By working in this tradition Parlá captures a ‘visual phonetic poetry’ throughout his art. Isou’s right hand man, Maurice Lemaître, a Lettrist theorist, added that Hypergraphics is an “ensemble of signs capable of transmitting the reality served by the consciousness more exactly than all the former fragmentary and partial practices.” 

José Parlá

(1973, Miami, Florida) Lives and works in Brooklyn, New York, studied at Miami Dade Community College, New World School of the Arts and Savannah College of Art & Design. 

His work has recently exhibited at the SCAD Museum of Art, Savannah College of Art & Design, Georgia; National YoungArts Foundation, Miami, Florida; Goss-Michael Foundation, Dallas, Texas; High Museum of Art, Atlanta, Georgia; UMMA, University of Michigan Museum of Art, Ann Arbor, Michigan; The Neuberger Museum of Art, Purchase, New York; Van Every/Smith Galleries, Davidson College, North Carolina; The Havana Biennial, Havana, Cuba; Museo de Arte de Puerto Rico, San Juan, Puerto Rico; SECCA: Southeastern Center for Contemporary Art, Winston-Salem, North Carolina, among others.

Parlá’s work is in several public collections including, The British Museum, London, United Kingdom; The Albright-Knox Art Gallery, Buffalo, New York; Pola Museum of Art, Hakone, Japan; The National Museum of Fine Arts, Havana, Cuba; UMMA, University of Michigan Museum of Art, Ann Arbor, Michigan. 

Collaborative projects include, the 11th Havana Biennial with Wrinkles of the City: Havana, Cuba project, which was completed in 2012 between Parlá and French artist JR.

Parlá also worked with the Caldera Arts Program at The Portland Art Museum where he collaborated with participating youth for his Signature Roots, workshop and installation. 

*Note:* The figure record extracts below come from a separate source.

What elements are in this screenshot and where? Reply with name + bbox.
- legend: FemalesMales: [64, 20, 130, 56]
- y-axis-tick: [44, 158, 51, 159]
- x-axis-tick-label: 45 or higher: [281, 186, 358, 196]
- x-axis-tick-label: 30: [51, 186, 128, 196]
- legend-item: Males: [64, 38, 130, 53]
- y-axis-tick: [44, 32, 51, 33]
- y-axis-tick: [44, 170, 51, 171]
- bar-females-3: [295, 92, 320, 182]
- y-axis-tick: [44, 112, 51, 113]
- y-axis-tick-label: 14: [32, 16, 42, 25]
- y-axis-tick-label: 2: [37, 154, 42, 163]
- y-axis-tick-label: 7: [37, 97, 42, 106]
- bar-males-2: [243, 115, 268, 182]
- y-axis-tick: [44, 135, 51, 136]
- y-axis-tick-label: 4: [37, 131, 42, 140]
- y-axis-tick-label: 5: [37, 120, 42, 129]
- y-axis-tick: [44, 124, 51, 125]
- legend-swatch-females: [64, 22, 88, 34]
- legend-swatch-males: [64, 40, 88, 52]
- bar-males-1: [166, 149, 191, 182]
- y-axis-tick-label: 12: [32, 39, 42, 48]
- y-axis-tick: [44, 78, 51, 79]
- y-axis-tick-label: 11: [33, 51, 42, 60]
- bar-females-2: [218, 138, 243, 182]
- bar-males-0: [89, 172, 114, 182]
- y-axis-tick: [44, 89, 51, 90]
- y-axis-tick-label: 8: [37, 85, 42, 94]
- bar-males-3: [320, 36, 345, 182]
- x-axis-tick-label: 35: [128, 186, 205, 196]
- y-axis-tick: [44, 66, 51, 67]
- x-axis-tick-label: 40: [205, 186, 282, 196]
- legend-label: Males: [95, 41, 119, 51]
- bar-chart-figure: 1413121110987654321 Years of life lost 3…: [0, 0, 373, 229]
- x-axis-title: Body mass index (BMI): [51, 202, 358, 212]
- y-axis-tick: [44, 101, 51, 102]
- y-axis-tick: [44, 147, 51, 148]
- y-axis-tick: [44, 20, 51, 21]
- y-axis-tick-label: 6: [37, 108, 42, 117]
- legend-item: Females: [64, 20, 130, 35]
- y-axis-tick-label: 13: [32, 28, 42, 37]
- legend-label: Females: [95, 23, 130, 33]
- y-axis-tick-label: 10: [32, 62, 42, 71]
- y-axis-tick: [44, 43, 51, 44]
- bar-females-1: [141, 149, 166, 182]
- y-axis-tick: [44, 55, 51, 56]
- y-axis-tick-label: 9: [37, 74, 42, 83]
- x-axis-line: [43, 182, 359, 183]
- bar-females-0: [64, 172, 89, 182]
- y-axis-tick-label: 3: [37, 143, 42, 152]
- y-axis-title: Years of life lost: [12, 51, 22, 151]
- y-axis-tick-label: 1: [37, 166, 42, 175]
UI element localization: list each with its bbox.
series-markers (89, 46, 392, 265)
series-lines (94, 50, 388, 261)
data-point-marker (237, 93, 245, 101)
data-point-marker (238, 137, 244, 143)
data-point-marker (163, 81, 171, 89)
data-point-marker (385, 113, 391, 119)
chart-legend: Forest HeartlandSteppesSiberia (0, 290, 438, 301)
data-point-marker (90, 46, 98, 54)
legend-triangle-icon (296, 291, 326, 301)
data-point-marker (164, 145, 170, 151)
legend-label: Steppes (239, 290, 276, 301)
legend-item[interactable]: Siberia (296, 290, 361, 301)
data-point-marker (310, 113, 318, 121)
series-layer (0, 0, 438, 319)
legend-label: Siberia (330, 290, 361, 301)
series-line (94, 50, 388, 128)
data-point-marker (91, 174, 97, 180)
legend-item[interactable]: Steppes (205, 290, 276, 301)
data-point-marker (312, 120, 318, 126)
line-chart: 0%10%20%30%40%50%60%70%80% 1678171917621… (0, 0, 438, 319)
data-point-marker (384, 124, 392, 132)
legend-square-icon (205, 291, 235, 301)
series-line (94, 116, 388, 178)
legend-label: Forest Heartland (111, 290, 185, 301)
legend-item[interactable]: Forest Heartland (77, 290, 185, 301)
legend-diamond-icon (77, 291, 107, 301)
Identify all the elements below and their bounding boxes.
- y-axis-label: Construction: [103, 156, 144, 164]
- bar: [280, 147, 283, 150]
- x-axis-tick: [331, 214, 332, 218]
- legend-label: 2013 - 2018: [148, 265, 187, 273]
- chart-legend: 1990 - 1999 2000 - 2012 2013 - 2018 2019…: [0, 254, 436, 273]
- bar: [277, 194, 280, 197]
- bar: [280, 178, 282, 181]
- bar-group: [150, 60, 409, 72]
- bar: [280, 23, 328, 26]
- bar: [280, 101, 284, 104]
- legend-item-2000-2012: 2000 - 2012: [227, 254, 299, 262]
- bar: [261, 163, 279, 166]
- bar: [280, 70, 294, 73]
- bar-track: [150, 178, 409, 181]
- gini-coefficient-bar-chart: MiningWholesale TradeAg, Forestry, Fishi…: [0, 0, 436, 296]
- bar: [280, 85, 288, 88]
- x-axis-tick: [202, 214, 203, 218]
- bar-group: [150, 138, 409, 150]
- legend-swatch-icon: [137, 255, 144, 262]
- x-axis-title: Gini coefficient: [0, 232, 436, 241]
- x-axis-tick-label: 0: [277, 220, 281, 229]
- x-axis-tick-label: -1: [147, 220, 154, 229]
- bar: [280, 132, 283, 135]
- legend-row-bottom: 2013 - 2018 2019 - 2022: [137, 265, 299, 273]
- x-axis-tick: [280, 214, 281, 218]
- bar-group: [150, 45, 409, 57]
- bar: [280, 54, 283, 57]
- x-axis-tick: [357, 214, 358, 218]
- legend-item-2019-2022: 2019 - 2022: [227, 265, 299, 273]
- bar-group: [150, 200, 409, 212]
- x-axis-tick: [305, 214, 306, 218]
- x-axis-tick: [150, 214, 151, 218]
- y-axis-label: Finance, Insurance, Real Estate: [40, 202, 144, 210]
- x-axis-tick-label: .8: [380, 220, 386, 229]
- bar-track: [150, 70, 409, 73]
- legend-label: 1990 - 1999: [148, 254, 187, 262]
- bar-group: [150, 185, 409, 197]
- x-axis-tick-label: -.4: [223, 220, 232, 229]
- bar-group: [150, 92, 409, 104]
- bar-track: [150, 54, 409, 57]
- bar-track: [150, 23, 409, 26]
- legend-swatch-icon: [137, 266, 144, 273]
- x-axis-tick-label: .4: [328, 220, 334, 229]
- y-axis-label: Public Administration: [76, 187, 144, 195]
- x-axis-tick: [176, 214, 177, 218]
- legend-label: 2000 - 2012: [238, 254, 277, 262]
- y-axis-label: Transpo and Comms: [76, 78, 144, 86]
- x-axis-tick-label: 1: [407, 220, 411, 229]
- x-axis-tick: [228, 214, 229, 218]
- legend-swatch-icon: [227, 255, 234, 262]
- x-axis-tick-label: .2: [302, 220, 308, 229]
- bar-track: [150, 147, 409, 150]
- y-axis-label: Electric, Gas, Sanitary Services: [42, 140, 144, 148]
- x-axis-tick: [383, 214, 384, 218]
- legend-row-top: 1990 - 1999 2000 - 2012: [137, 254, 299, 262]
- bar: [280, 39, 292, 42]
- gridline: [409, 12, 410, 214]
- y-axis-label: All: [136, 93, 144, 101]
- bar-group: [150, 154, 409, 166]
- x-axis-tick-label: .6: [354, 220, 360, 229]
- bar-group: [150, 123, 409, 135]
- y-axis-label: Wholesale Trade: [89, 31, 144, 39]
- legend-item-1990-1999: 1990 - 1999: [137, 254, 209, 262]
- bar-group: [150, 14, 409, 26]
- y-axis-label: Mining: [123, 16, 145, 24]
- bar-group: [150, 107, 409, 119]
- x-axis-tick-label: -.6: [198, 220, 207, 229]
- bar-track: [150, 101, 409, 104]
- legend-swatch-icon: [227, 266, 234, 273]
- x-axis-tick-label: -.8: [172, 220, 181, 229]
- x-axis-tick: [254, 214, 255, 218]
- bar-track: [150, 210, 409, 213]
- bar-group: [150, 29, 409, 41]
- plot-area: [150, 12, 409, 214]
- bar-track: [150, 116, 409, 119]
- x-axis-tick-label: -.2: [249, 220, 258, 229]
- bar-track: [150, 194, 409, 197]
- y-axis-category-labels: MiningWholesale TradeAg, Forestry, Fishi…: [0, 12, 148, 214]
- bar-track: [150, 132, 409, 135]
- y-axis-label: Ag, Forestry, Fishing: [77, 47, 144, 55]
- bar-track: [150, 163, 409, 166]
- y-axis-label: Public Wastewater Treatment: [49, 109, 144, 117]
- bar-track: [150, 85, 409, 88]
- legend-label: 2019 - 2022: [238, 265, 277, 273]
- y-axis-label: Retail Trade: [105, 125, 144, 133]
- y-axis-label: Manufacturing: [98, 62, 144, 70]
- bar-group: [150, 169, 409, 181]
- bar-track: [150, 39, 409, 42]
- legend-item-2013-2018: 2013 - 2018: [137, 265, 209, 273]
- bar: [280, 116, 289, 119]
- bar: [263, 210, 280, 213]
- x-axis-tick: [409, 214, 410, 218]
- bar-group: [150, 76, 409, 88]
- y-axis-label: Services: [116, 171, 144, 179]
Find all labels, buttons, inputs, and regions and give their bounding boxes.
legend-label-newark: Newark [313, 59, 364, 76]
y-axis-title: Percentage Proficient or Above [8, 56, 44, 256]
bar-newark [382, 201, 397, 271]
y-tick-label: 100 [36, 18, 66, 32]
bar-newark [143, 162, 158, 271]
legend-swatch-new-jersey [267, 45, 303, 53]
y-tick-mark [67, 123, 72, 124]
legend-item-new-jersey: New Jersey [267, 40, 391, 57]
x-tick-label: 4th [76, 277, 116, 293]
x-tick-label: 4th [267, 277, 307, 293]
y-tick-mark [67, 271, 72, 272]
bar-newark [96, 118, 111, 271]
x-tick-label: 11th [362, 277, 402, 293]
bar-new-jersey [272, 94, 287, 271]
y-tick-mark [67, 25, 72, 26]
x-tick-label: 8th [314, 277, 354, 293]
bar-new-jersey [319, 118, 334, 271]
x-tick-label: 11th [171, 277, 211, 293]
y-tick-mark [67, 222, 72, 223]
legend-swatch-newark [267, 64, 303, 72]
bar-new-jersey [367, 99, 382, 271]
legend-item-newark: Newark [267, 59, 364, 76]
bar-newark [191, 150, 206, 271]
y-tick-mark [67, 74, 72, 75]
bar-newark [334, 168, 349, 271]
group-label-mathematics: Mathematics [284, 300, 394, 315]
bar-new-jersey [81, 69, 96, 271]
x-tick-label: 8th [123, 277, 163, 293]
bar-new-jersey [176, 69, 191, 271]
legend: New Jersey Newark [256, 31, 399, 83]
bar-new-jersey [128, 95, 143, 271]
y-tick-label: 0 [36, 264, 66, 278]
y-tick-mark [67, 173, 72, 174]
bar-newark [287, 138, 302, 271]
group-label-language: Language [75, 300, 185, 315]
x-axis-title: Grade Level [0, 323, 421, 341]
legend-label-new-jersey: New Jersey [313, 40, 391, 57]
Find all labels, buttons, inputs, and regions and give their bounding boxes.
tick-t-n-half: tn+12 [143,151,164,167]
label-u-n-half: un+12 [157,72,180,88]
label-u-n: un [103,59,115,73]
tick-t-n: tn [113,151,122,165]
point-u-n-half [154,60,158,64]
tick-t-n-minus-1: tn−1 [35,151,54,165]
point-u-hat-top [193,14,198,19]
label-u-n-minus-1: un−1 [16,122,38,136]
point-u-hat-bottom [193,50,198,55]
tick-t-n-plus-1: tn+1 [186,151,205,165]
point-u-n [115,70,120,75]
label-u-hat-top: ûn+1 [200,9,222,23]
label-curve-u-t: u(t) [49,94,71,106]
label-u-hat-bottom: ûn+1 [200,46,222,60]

Permanent public arts projects include a commission by ONE World Trade Center for his monumental mural painting, ONE: Union of the Senses, the largest painting of its kind in New York City, in the tallest building in the western hemisphere; The Barclays Center in Brooklyn; the Brooklyn Academy of Music BAM Fisher; André Balazs’ Chiltern Firehouse, London, United Kingdom; North Carolina State University’s Hunt Library by Snøhetta; Concord City Place, Toronto, Canada.